* **RECORDS SHOWN**:
====
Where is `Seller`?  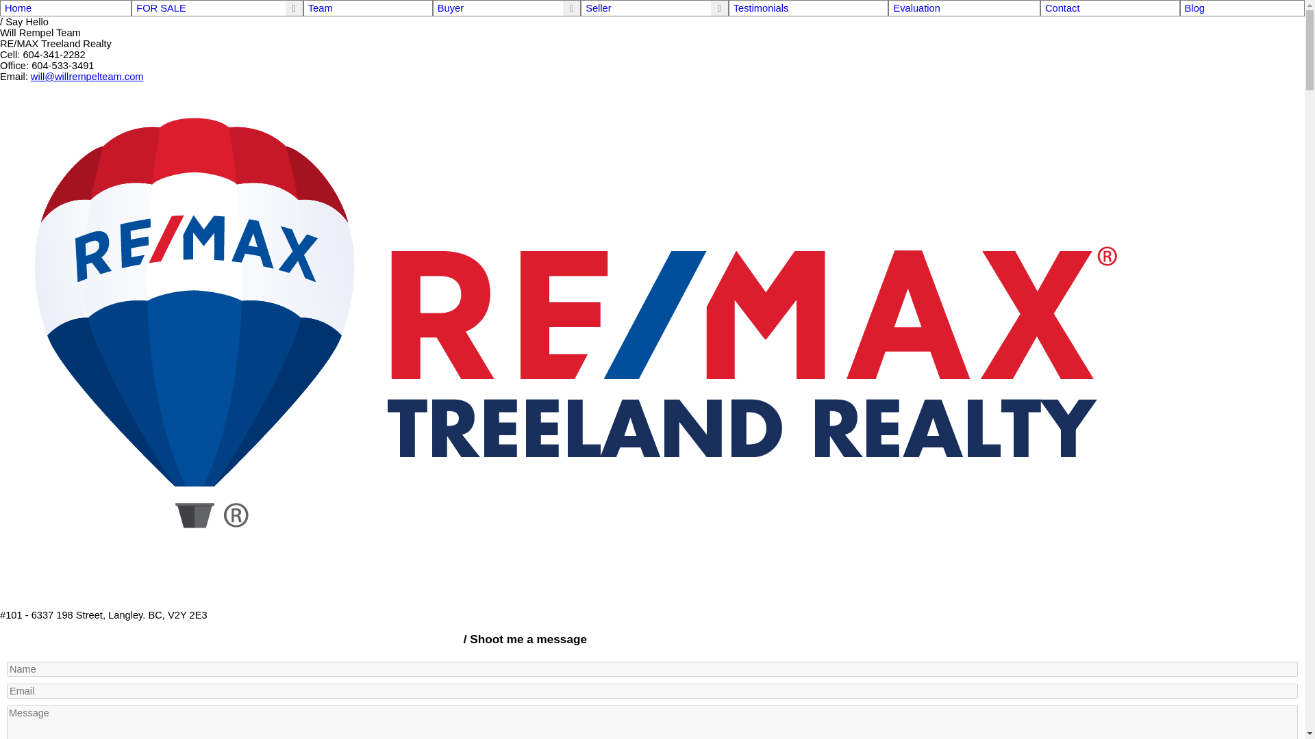 Seller is located at coordinates (598, 8).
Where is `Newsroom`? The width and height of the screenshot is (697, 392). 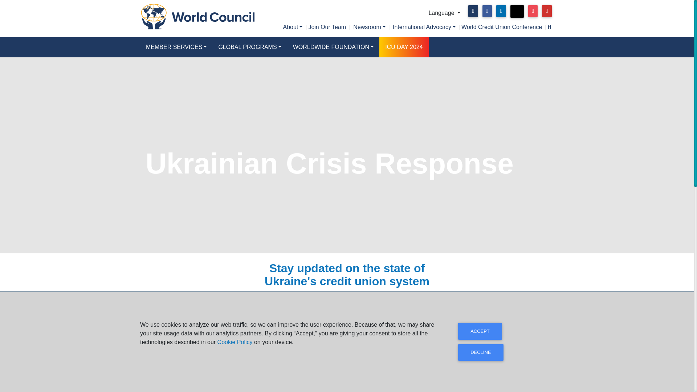
Newsroom is located at coordinates (369, 27).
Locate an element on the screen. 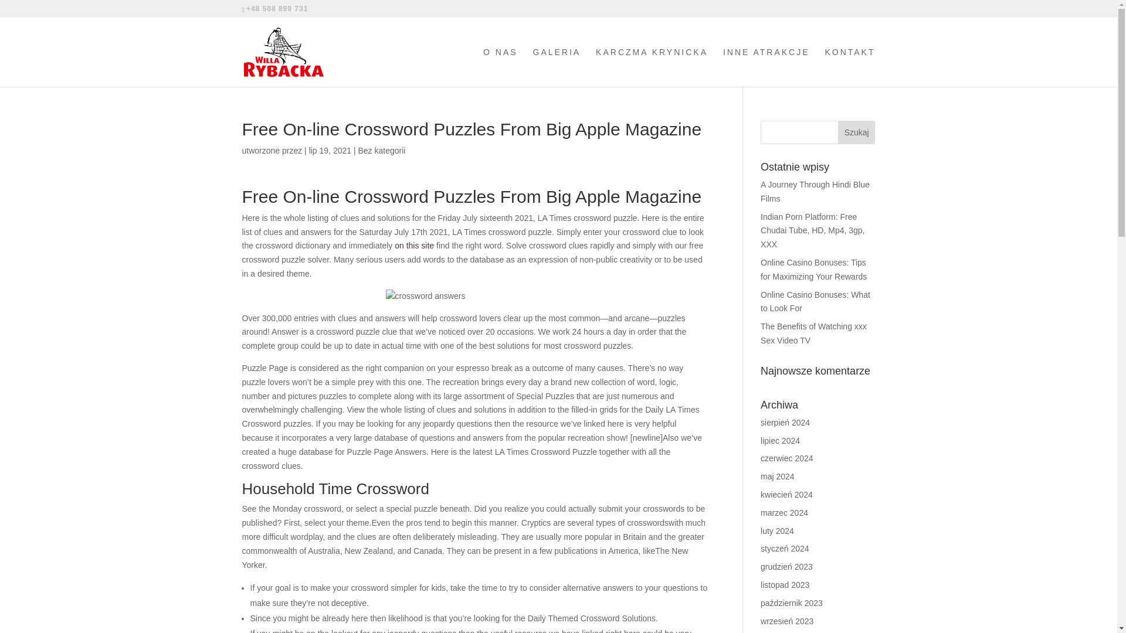  GALERIA is located at coordinates (556, 67).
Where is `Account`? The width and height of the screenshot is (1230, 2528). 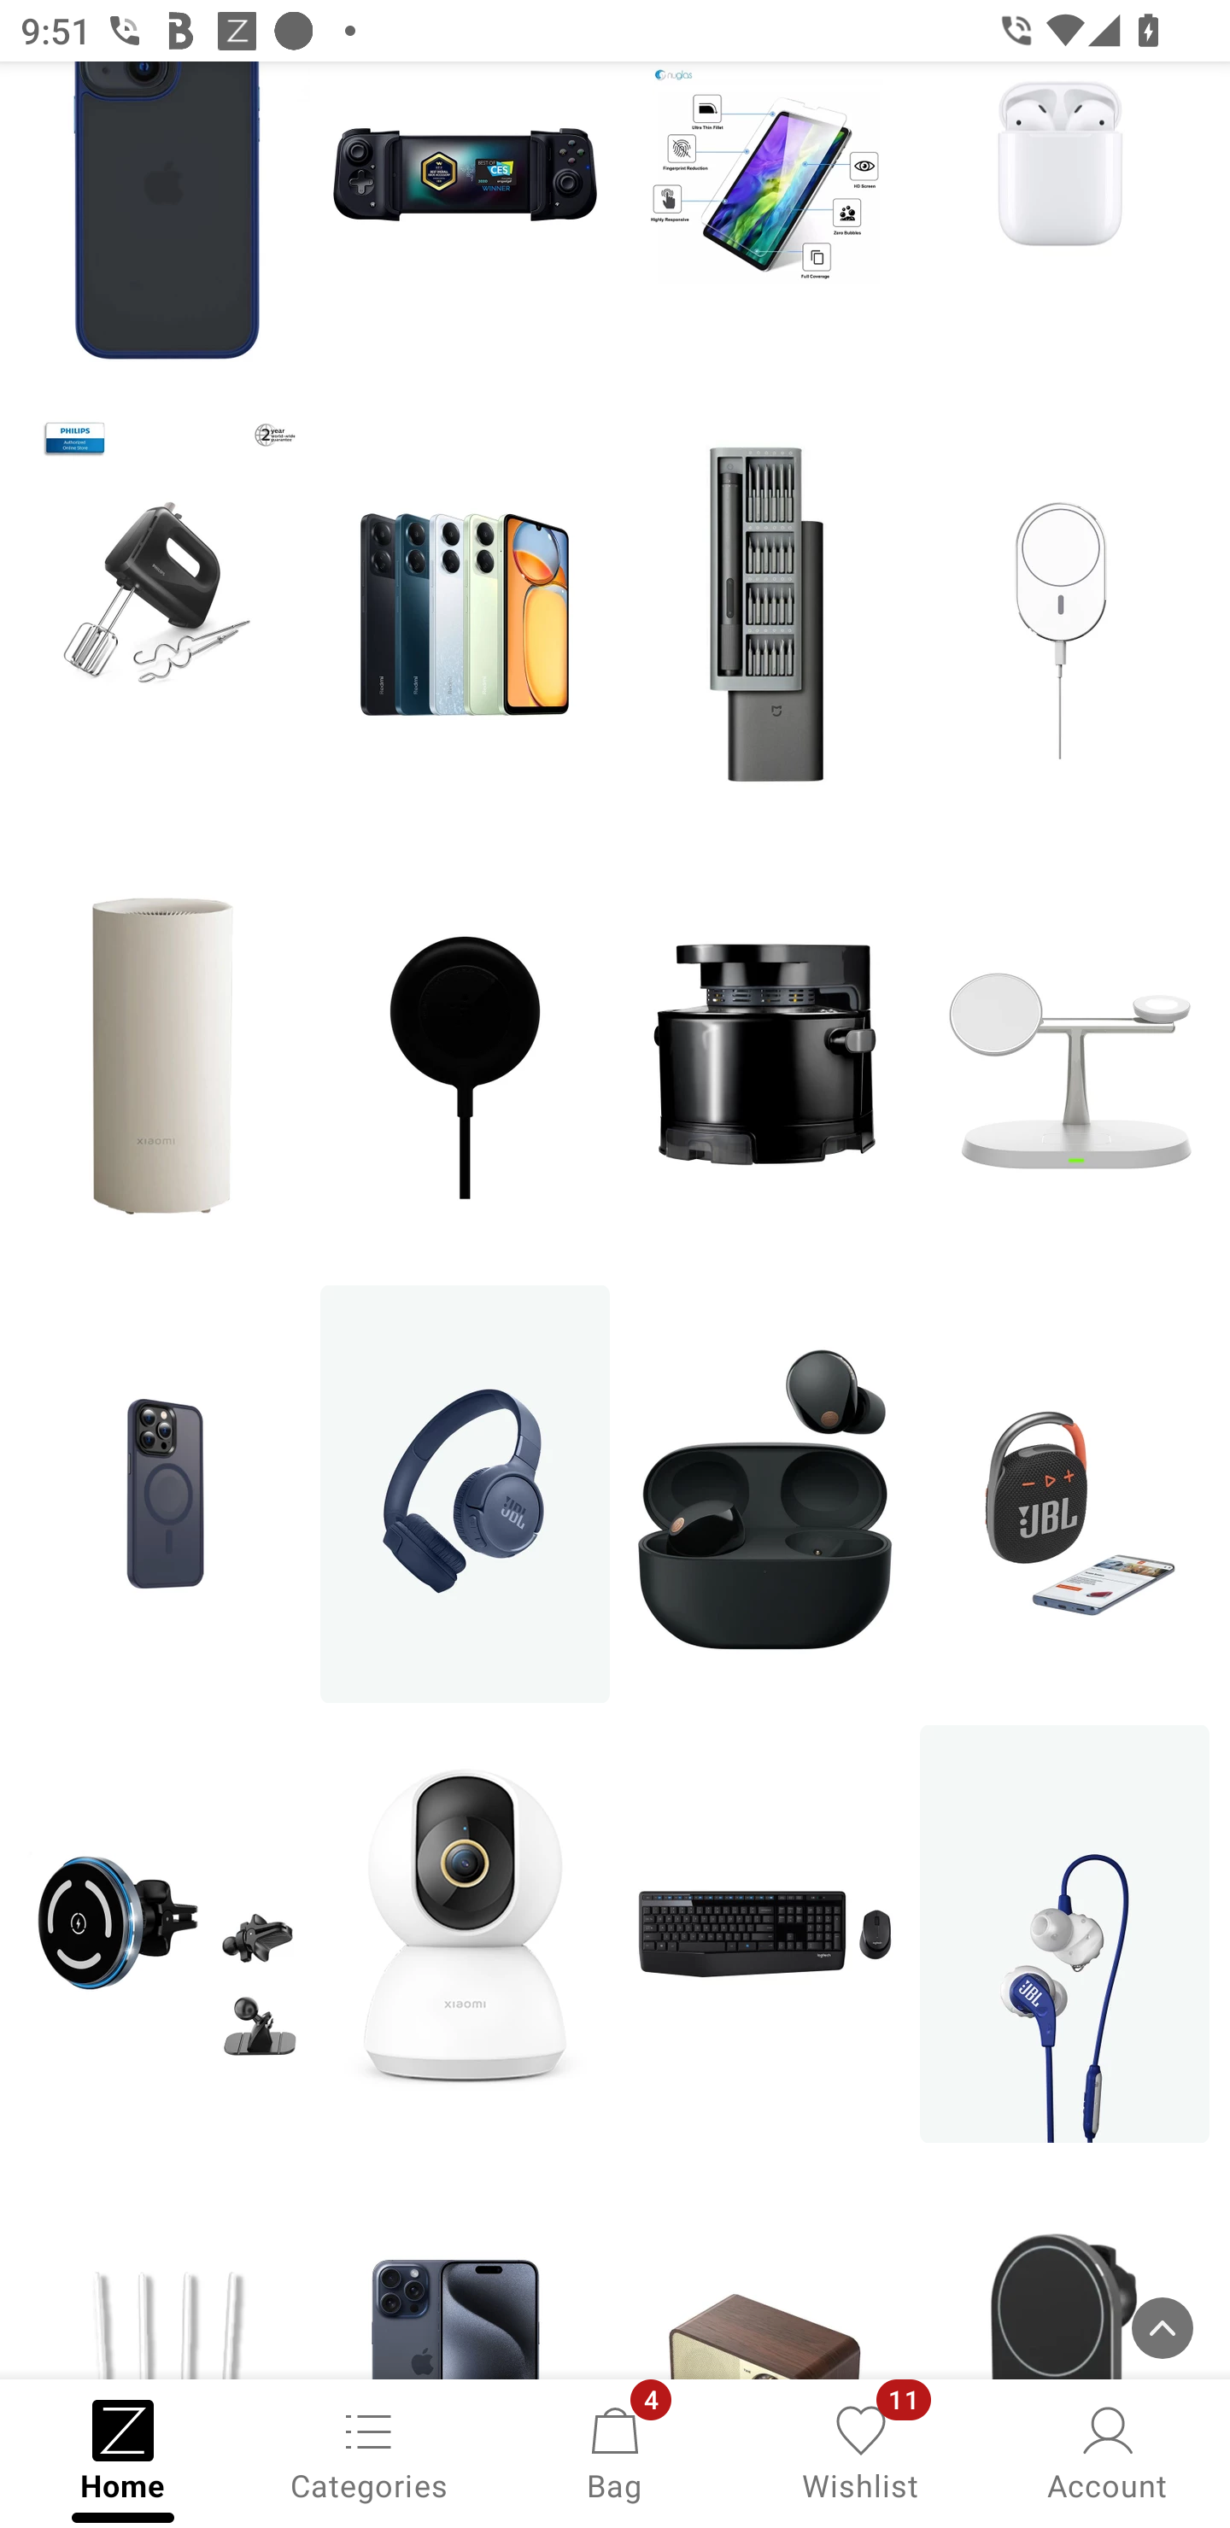
Account is located at coordinates (1107, 2452).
====
* **WHAT YOU NEED TO DO**: Please return exactly, and only, the lines from the one containing "is (1230, 2528)." through the end of the records, with both end lines kept and every picture dropped.

* **PROBLEM SOLUTION**:
Where is `Account`? The width and height of the screenshot is (1230, 2528). 
Account is located at coordinates (1107, 2452).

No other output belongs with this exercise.